East Shore, Staten Island

Precise parameters vary, but the most commonly used definition of the East Shore is that it stretches from the Verrazzano-Narrows Bridge and the Staten Island Expressway, or some line slightly south of this, on the north, to the southern property lines of the Staten Island Unit of the Gateway National Recreation Area (formerly known as Great Kills Park) and United Hebrew Cemetery on the south, and from the Lower New York Bay on the east to the western boundaries of ZIP Codes 10304, 10305 and 10306, on the west.

The opening of the bridge brought a wave of transplants from Brooklyn, especially from neighborhoods such as Flatbush, which many white (especially Italian-American) families sought to leave because African-Americans were relocating there from the Southern States.

This factor has contributed to the East Shore becoming the most politically conservative locality on Staten Island, and for that matter, in all of New York City.

Points of interest located on the East Shore include Historic Richmond Town, the nearby Tibetan Museum on Lighthouse Hill, Moravian Cemetery (where members of the Vanderbilt family are buried) and a significant portion of the Staten Island Greenbelt.

It would run along the Narrows and Lower New York Bay between Fort Wadsworth at the north and Great Kills Park to the south.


** WHAT THIS TASK INVOLVES **
Repeat the span of the entries below that starts at the line with "Image is 332x454 pixels." and ends at the line with "Image is 714x356 pixels.", nothing more. Skip the pictures.

(Web page and app entries)
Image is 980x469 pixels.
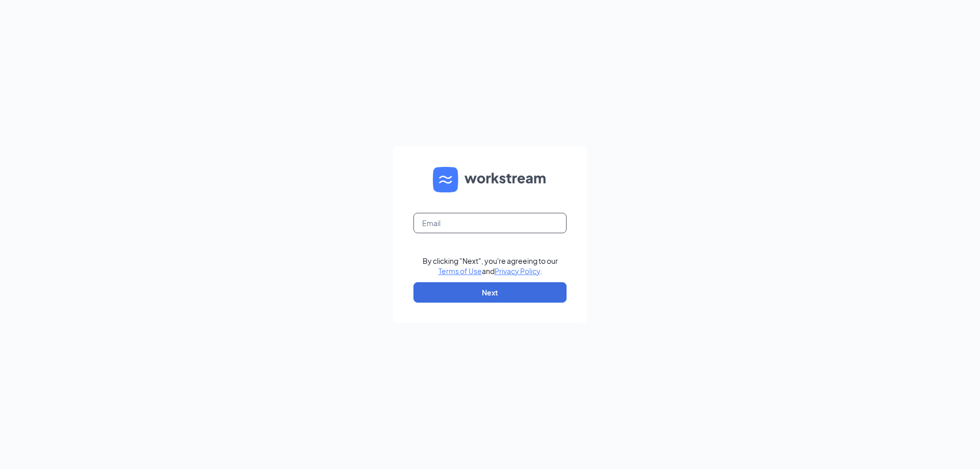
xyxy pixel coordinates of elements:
a: Terms of Use [439,267,482,276]
img: WS logo and Workstream text [433,167,547,192]
div: By clicking "Next", you're agreeing to our and . [423,256,557,276]
button: Next [413,283,567,303]
input: Email [413,213,567,234]
a: Privacy Policy [494,267,540,276]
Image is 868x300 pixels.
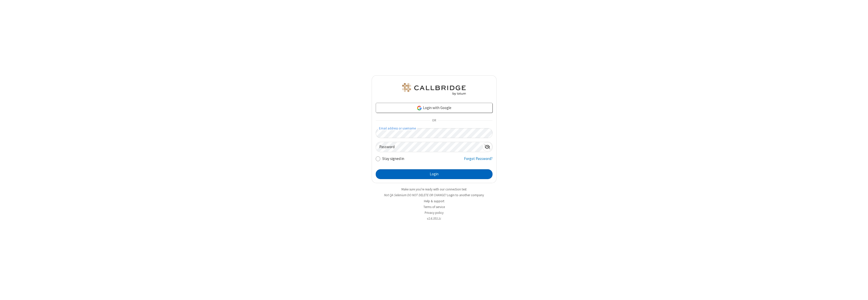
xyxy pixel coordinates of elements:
label: Stay signed in [382,156,404,162]
a: Make sure you're ready with our connection test [401,187,467,192]
a: Terms of service [423,205,445,209]
button: Login [376,170,493,180]
img: google-icon.png [416,105,422,111]
div: Show password [483,142,492,151]
a: Privacy policy [425,211,443,215]
input: Password [376,142,483,152]
span: OR [430,117,438,124]
li: Not QA Selenium DO NOT DELETE OR CHANGE? [372,193,496,198]
a: Forgot Password? [464,156,493,166]
button: Login to another company [447,193,484,198]
a: Help & support [424,199,444,204]
img: QA Selenium DO NOT DELETE OR CHANGE [401,83,467,95]
iframe: Chat [855,287,864,297]
a: Login with Google [376,103,493,113]
input: Email address or username [376,129,493,138]
li: v2.6.353.1c [372,216,496,221]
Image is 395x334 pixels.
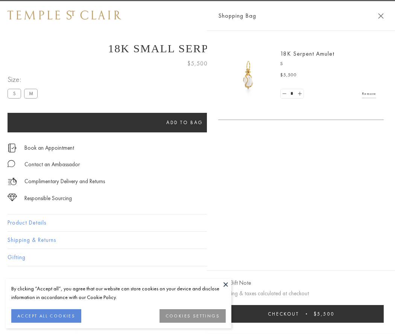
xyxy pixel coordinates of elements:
h1: 18K Small Serpent Amulet [8,42,387,55]
button: Close Shopping Bag [378,13,384,19]
div: Contact an Ambassador [24,160,80,169]
button: ACCEPT ALL COOKIES [11,309,81,323]
img: P51836-E11SERPPV [226,53,271,98]
a: 18K Serpent Amulet [280,50,334,58]
button: Gifting [8,249,387,266]
button: Add to bag [8,113,362,132]
span: $5,500 [187,59,208,68]
img: Temple St. Clair [8,11,121,20]
label: S [8,89,21,98]
a: Set quantity to 0 [281,89,288,99]
span: Checkout [268,311,299,317]
span: $5,500 [280,71,297,79]
button: Shipping & Returns [8,232,387,249]
span: Size: [8,73,41,86]
button: Add Gift Note [218,278,251,288]
button: Product Details [8,214,387,231]
p: Complimentary Delivery and Returns [24,177,105,186]
button: Checkout $5,500 [218,305,384,323]
p: Shipping & taxes calculated at checkout [218,289,384,298]
label: M [24,89,38,98]
button: COOKIES SETTINGS [160,309,226,323]
span: Add to bag [166,119,203,126]
div: By clicking “Accept all”, you agree that our website can store cookies on your device and disclos... [11,284,226,302]
a: Book an Appointment [24,144,74,152]
span: $5,500 [314,311,334,317]
img: icon_sourcing.svg [8,194,17,201]
a: Remove [362,90,376,98]
div: Responsible Sourcing [24,194,72,203]
p: S [280,60,376,68]
span: Shopping Bag [218,11,256,21]
img: icon_delivery.svg [8,177,17,186]
img: icon_appointment.svg [8,144,17,152]
img: MessageIcon-01_2.svg [8,160,15,167]
a: Set quantity to 2 [296,89,303,99]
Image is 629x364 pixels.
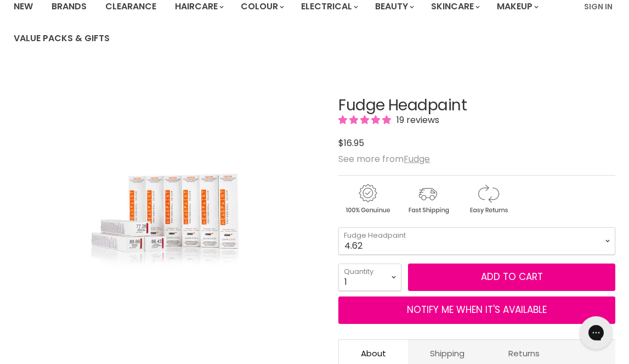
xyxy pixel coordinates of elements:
[408,263,615,291] button: Add to cart
[404,152,430,165] a: Fudge
[338,263,402,291] select: Quantity
[338,182,397,216] img: genuine.gif
[399,182,457,216] img: shipping.gif
[481,270,543,283] span: Add to cart
[338,97,615,114] h1: Fudge Headpaint
[338,114,394,127] span: 4.89 stars
[459,182,517,216] img: returns.gif
[575,313,618,353] iframe: Gorgias live chat messenger
[338,297,615,323] button: NOTIFY ME WHEN IT'S AVAILABLE
[6,27,118,49] a: Value Packs & Gifts
[338,136,364,149] span: $16.95
[338,152,430,165] span: See more from
[394,114,439,127] span: 19 reviews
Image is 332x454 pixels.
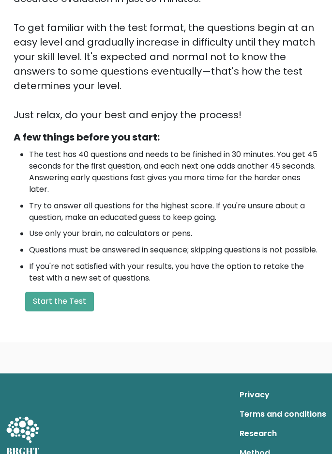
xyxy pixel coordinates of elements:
li: Questions must be answered in sequence; skipping questions is not possible. [29,244,319,256]
li: Use only your brain, no calculators or pens. [29,228,319,239]
li: If you're not satisfied with your results, you have the option to retake the test with a new set ... [29,261,319,284]
a: Terms and conditions [240,404,327,423]
li: Try to answer all questions for the highest score. If you're unsure about a question, make an edu... [29,200,319,223]
a: Research [240,423,327,443]
button: Start the Test [25,292,94,311]
div: A few things before you start: [14,130,319,144]
a: Privacy [240,385,327,404]
li: The test has 40 questions and needs to be finished in 30 minutes. You get 45 seconds for the firs... [29,149,319,195]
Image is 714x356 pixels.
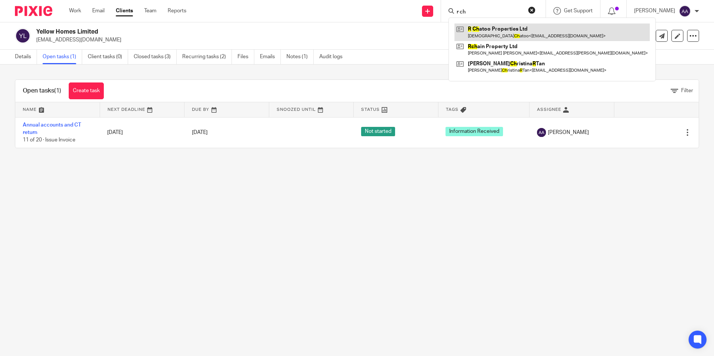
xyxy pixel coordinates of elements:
a: Work [69,7,81,15]
h1: Open tasks [23,87,61,95]
a: Recurring tasks (2) [182,50,232,64]
span: 11 of 20 · Issue Invoice [23,137,75,143]
span: Status [361,108,380,112]
input: Search [456,9,523,16]
a: Notes (1) [286,50,314,64]
img: svg%3E [679,5,691,17]
a: Files [238,50,254,64]
a: Reports [168,7,186,15]
a: Email [92,7,105,15]
a: Annual accounts and CT return [23,123,81,135]
span: Information Received [446,127,503,136]
span: Filter [681,88,693,93]
a: Open tasks (1) [43,50,82,64]
a: Team [144,7,157,15]
a: Audit logs [319,50,348,64]
span: Snoozed Until [277,108,316,112]
span: (1) [54,88,61,94]
img: svg%3E [15,28,31,44]
img: Pixie [15,6,52,16]
a: Closed tasks (3) [134,50,177,64]
a: Client tasks (0) [88,50,128,64]
span: Tags [446,108,459,112]
p: [EMAIL_ADDRESS][DOMAIN_NAME] [36,36,598,44]
a: Clients [116,7,133,15]
span: Get Support [564,8,593,13]
span: [DATE] [192,130,208,135]
a: Create task [69,83,104,99]
span: [PERSON_NAME] [548,129,589,136]
h2: Yellow Homes Limited [36,28,485,36]
p: [PERSON_NAME] [634,7,675,15]
a: Emails [260,50,281,64]
button: Clear [528,6,536,14]
a: Details [15,50,37,64]
td: [DATE] [100,117,184,148]
span: Not started [361,127,395,136]
img: svg%3E [537,128,546,137]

** ANSWER FOR THIS EXERCISE **
Image is 332x454 pixels.
xyxy pixel coordinates of elements:
li: Questions must be answered in sequence; skipping questions is not possible. [29,244,319,256]
li: Use only your brain, no calculators or pens. [29,228,319,239]
li: If you're not satisfied with your results, you have the option to retake the test with a new set ... [29,261,319,284]
a: Terms and conditions [240,404,327,423]
li: Try to answer all questions for the highest score. If you're unsure about a question, make an edu... [29,200,319,223]
a: Research [240,423,327,443]
button: Start the Test [25,292,94,311]
div: A few things before you start: [14,130,319,144]
a: Privacy [240,385,327,404]
li: The test has 40 questions and needs to be finished in 30 minutes. You get 45 seconds for the firs... [29,149,319,195]
Image is 714x356 pixels.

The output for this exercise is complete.